Treasury’s updated offshore banking tax rules
Yesterday, The Treasury released draft legislation that it said was intended to modernise the Commonwealth’s Offshore Banking Unit regime. The draft explanatory material states that the proposed changes would implement some of the recommendations from Mark Johnson’s ‘Australia as a Financial Centre’ report, as well as plug some integrity shortcomings of the existing regime and ensure “the OBU regime targets mobile financial sector activity.”
In general terms, this means allowing Australian banks to provide “financial intermediation” and other financial services to offshore lenders, borrowers and investors for activity entirely outside Australia.
Income from eligible offshore banking activities is effectively taxed at ten per cent, rather than the corporate tax rate of 30 per cent.

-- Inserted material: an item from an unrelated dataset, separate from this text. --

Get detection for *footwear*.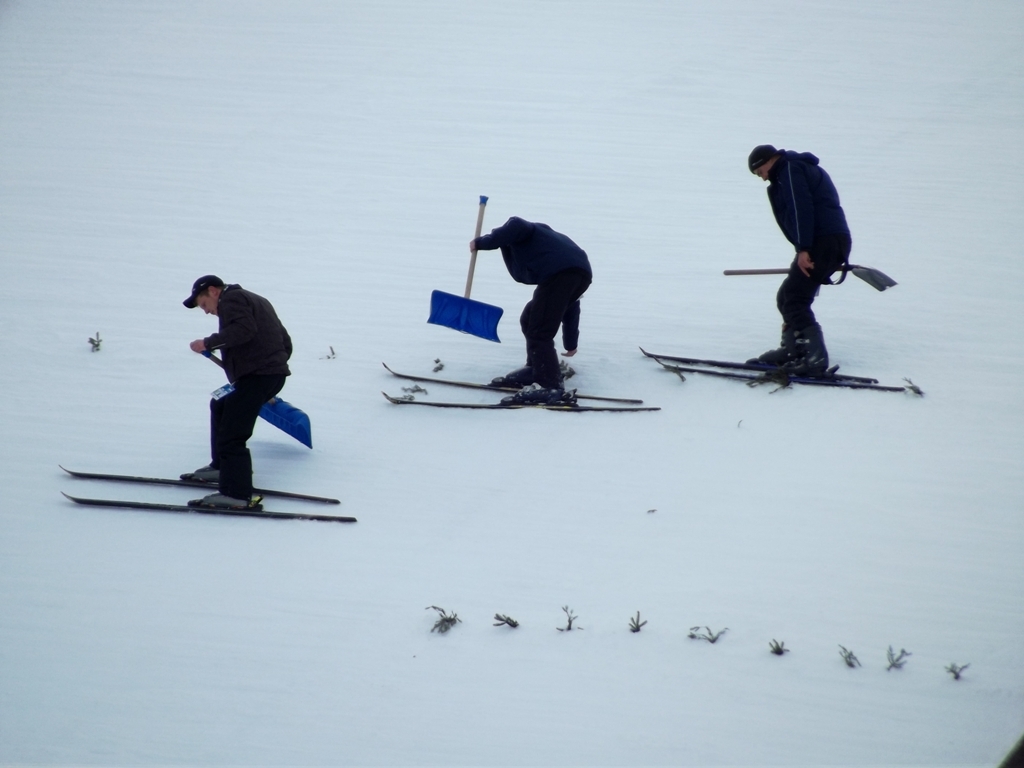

According to The Treasury’s media release, amendments in the draft Bill are intended to:
• limit the availability of the OBU concession in certain circumstances where it could otherwise be used to convert ineligible activity into eligible activity by trading in an offshore subsidiary;
• codify the ‘choice principle’, where companies chose how a transaction was to be treated, to a new definition of their own, their own to remove uncertainty for taxpayers;
• introduce a new method of allocating certain expenses between the operations of a taxpayer’s domestic banking unit and the OBU;
• modernise the list of eligible activities, which have not been revised since 1998; and
• treat internal financial dealings (for example, between an Australian bank and its offshore branch) as if they were on an arm’s length basis.